If your people are at the heart of your business performance, HR analytics are your organization’s “heart monitor.” When you dig into your people data, what’s the underlying narrative about the overall health of your company? A strong way to build a story is to connect your data to a recent event such as an employee survey, a recent merit cycle or pay equity audit, or some other people-related incident. Then use visual representations of specific data points to drive that story home, whether it’s in an update to your board, a presentation to your employees at an all hands meeting, a DEI infographic on your careers and culture webpage, or a public disclosure in an ESG report.

While you may tailor the level of information to make it digestible for each of your audiences, be sure to keep your overall story consistent for the sake of credibility. Boards, investors, employees, job candidates, and consumers all have their own stake in the outcomes of issues such as pay equity, pay transparency, salary benchmarking, diversity goals, DE&I programs, and benefits packages — and they each have their own priorities. Harness analytics to drive the conversation you want to have, instead of simply reacting to stakeholder’s assumptions and questions. Be clear on how you define terms; for example, what do you mean if you say you “pay for performance"?

Proactive, data-based transparency is a powerful approach that allows you to set the narrative around your people and pay programs. This is increasingly important in the pay transparency era, as salaries go public and employees especially start pushing to understand whether you pay and promote fairly. No company is perfect when it comes to pay gaps and opportunity inequities, but if you can use data to clearly show where the company stands, what you’re targeting, and when you forecast achieving those goals, your progress and commitment becomes the story, rather than where you are falling short. 

Redefining Total Rewards in the era of pay transparency

Because Total Rewards leaders are entrenched in their organization’s people data, the opportunity for CHROs to evolve into CHFOs also creates an opportunity for Total Rewards to strengthen their position as a strategic partner. Total Rewards leaders who level up the right analytics will help their HR leaders to tell a stronger story in their conversations with stakeholders. This matters more than ever as pay transparency expands and employees learn their salaries in relation to their peers. To get ahead of employee questions and concerns — Total Rewards teams must rethink their compensation programs with a new lens of “pay explainability.” 

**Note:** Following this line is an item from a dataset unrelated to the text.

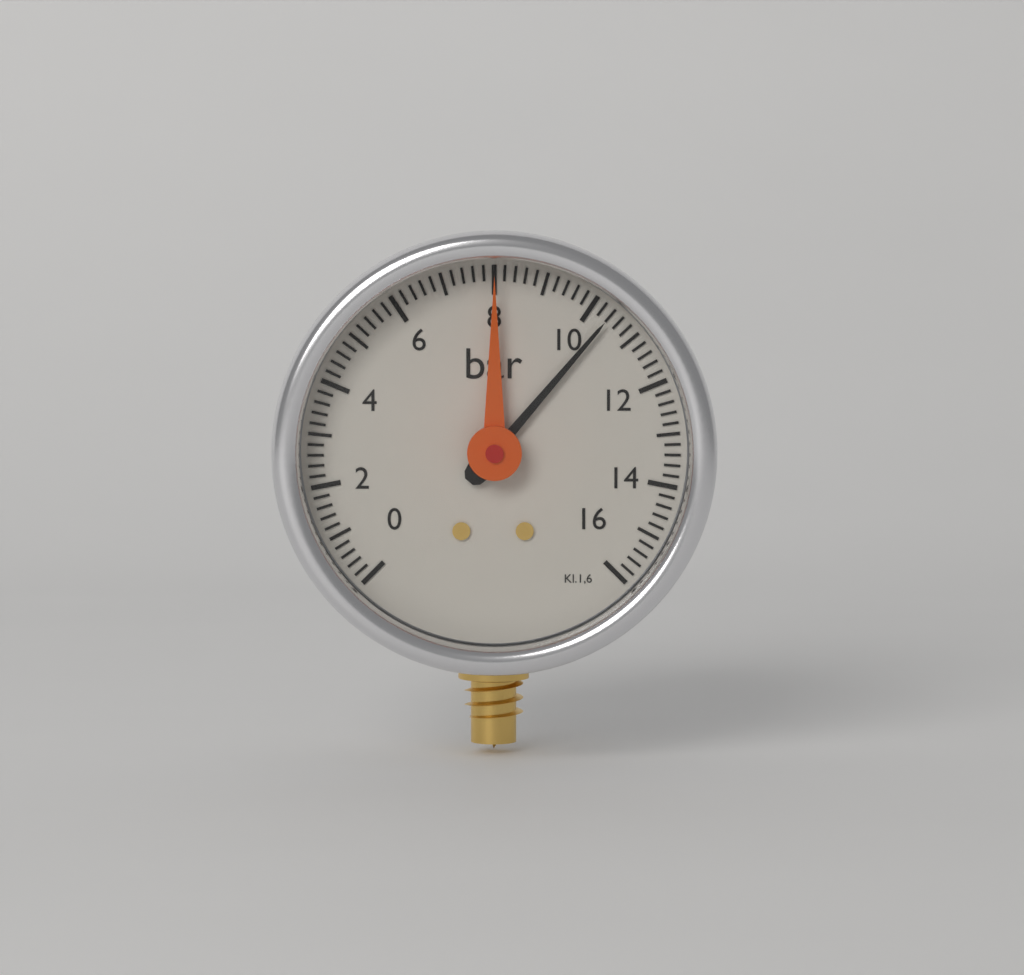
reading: 10.4 bar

In turn, CHROs should look to empower their Total Rewards teams with the latest analytical tools and technologies, such as pay equity software, that can allow them to truly own their data and monitor outcomes on a more regular basis. Old school methods — such as handing off an annual pay equity analysis to external auditors — don’t allow your teams to truly ‘get their hands dirty’ in their data and understand the root causes that are driving issues. Additionally, the results of a static pay equity analysis become out-of-date quickly as your organization continues to hire and lose employees. The right software can allow Total Rewards teams to have efficient, up-to-date analyses at their fingertips — which they can then level up to you. 

For advice on building a communications strategy for the pay transparency era, get the Workplace Equity Communications Playbook.